Inverse Functions & Chain Rule
Have you ever used a decoder ring or converted Celsius to Fahrenheit? Then you already know what an inverse function is — it’s a function that “undoes” another one. In this lesson, you’ll see how inverse functions connect to reflections on a graph, learn the Chain Rule for taking apart nested functions, and discover a slick formula that ties it all together.

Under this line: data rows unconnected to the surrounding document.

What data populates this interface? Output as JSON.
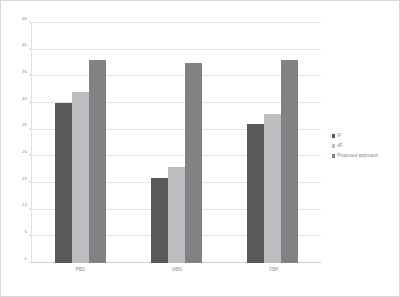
{
  "chart_data": {
    "type": "bar",
    "title": "",
    "xlabel": "",
    "ylabel": "",
    "ylim": [
      0,
      45
    ],
    "ytick_step": 5,
    "yticks": [
      0,
      5,
      10,
      15,
      20,
      25,
      30,
      35,
      40,
      45
    ],
    "ytick_labels": [
      "0",
      "5",
      "10",
      "15",
      "20",
      "25",
      "30",
      "35",
      "40",
      "45"
    ],
    "categories": [
      "PBS",
      "MBS",
      "FBP"
    ],
    "grid": true,
    "legend_position": "right",
    "series": [
      {
        "name": "IF",
        "color": "#58595b",
        "values": [
          30,
          16,
          26
        ]
      },
      {
        "name": "dF",
        "color": "#bcbdbf",
        "values": [
          32,
          18,
          28
        ]
      },
      {
        "name": "Proposed approach",
        "color": "#808285",
        "values": [
          38,
          37.5,
          38
        ]
      }
    ]
  },
  "colors": {
    "series_1": "#58595b",
    "series_2": "#bcbdbf",
    "series_3": "#808285",
    "gridline": "#e4e4e4",
    "axis": "#d0d0d0",
    "tick_text": "#8a8a8a",
    "panel_border": "#d8d8d8",
    "background": "#ffffff"
  }
}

Inverse functions show up whenever you need to “undo” something:
- Temperature conversion: Celsius to Fahrenheit is a function, Fahrenheit to Celsius is its inverse
- Encryption: encoding a message is a function, decoding it is the inverse
- GPS navigation: converting coordinates to a street address, and vice versa
- Cooking: a recipe converts ingredients to a dish — an inverse would figure out the ingredients from the dish!

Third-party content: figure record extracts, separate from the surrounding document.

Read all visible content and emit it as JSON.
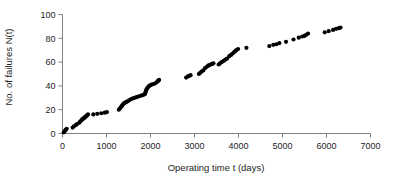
{
  "chart_data": {
    "type": "scatter",
    "title": "",
    "xlabel": "Operating time t (days)",
    "ylabel": "No. of failures N(t)",
    "xlim": [
      0,
      7000
    ],
    "ylim": [
      0,
      100
    ],
    "xticks": [
      0,
      1000,
      2000,
      3000,
      4000,
      5000,
      6000,
      7000
    ],
    "yticks": [
      0,
      20,
      40,
      60,
      80,
      100
    ],
    "xtick_labels": [
      "0",
      "1000",
      "2000",
      "3000",
      "4000",
      "5000",
      "6000",
      "7000"
    ],
    "ytick_labels": [
      "0",
      "20",
      "40",
      "60",
      "80",
      "100"
    ],
    "grid": false,
    "legend": null,
    "marker": "filled-circle",
    "marker_color": "#000000",
    "marker_size": 2.1,
    "axis_color": "#808080",
    "series": [
      {
        "name": "Cumulative failures",
        "x": [
          30,
          55,
          70,
          95,
          230,
          260,
          300,
          330,
          380,
          400,
          430,
          450,
          470,
          490,
          505,
          520,
          535,
          550,
          565,
          580,
          700,
          790,
          880,
          960,
          1010,
          1280,
          1305,
          1325,
          1345,
          1365,
          1385,
          1405,
          1425,
          1450,
          1480,
          1520,
          1560,
          1600,
          1640,
          1680,
          1720,
          1760,
          1800,
          1840,
          1870,
          1880,
          1890,
          1900,
          1910,
          1925,
          1945,
          1970,
          1995,
          2020,
          2060,
          2100,
          2140,
          2165,
          2180,
          2195,
          2810,
          2850,
          2880,
          2910,
          3100,
          3130,
          3160,
          3200,
          3240,
          3280,
          3310,
          3340,
          3370,
          3400,
          3430,
          3550,
          3580,
          3620,
          3660,
          3700,
          3740,
          3790,
          3830,
          3860,
          3890,
          3920,
          3950,
          3990,
          4180,
          4700,
          4790,
          4860,
          4930,
          5080,
          5250,
          5370,
          5450,
          5500,
          5540,
          5580,
          5960,
          6050,
          6150,
          6220,
          6280,
          6320
        ],
        "y": [
          1,
          2,
          3,
          4,
          5,
          6,
          7,
          8,
          9,
          10,
          11,
          12,
          12.5,
          13,
          13.5,
          14,
          14.5,
          15,
          15.5,
          16,
          16,
          16.5,
          17,
          17.5,
          18,
          20,
          21,
          22,
          23,
          24,
          25,
          25.5,
          26,
          26.5,
          27,
          28,
          29,
          29.5,
          30,
          30.5,
          31,
          31.5,
          32,
          32.5,
          33,
          34,
          35,
          36,
          37,
          38,
          39,
          40,
          40.5,
          41,
          41.5,
          42,
          43,
          44,
          44.5,
          45,
          47,
          48,
          48.5,
          49,
          50,
          51,
          52,
          53,
          55,
          56,
          57,
          57.5,
          58,
          58.5,
          59,
          58,
          59,
          60,
          61,
          62,
          63,
          65,
          66,
          67,
          68,
          69,
          70,
          71,
          72,
          73.5,
          74.5,
          75,
          76,
          77,
          79,
          80.5,
          81.5,
          82,
          83,
          84,
          85,
          86,
          87,
          88,
          88.5,
          89
        ]
      }
    ]
  }
}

The chain rule powers everything from physics (how fast a shadow moves) to machine learning (how neural networks learn).
Topics Covered
- Inverse function graphs: mirror reflection across \(y = x\)
- Slopes of inverse functions are reciprocals
- The chain rule: derivative of a composite function
- Deriving the inverse function derivative formula via the chain rule
- Evaluating inverse derivatives numerically
- Practice problems with the chain rule
Lecture Video
Key Frames from the Lecture
A function \(f\) takes an input and gives an output. The inverse function \(f^{-1}\) reverses this: it takes the output back to the input.

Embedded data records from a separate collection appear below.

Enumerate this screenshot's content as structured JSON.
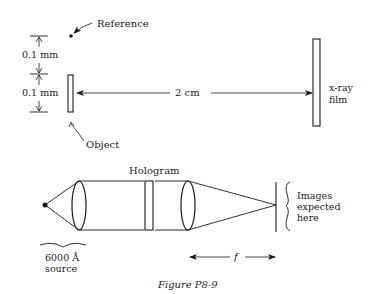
{
  "figure": {
    "caption": "Figure P8-9",
    "colors": {
      "ink": "#1a1a1a",
      "background": "#ffffff"
    }
  },
  "top_setup": {
    "reference_label": "Reference",
    "object_label": "Object",
    "dimension_top": "0.1 mm",
    "dimension_bottom": "0.1 mm",
    "distance_label": "2 cm",
    "film_label_line1": "x-ray",
    "film_label_line2": "film"
  },
  "bottom_setup": {
    "hologram_label": "Hologram",
    "source_label_line1": "6000 Å",
    "source_label_line2": "source",
    "images_label_line1": "Images",
    "images_label_line2": "expected",
    "images_label_line3": "here",
    "focal_label": "f"
  }
}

\[f(a) = b \iff f^{-1}(b) = a\]
Key idea: if the point \((a, b)\) is on the graph of \(f\), then the point \((b, a)\) is on the graph of \(f^{-1}\).
Not every function has an inverse! A function must be one-to-one (passes the horizontal line test) to have an inverse.
A composite function is a function inside another function. We write it as \(f(g(x))\) or \((f \circ g)(x)\).
Think of it as a two-step machine:
- First, \(x\) goes into machine \(g\) and out comes \(g(x)\)
- Then, \(g(x)\) goes into machine \(f\) and out comes \(f(g(x))\)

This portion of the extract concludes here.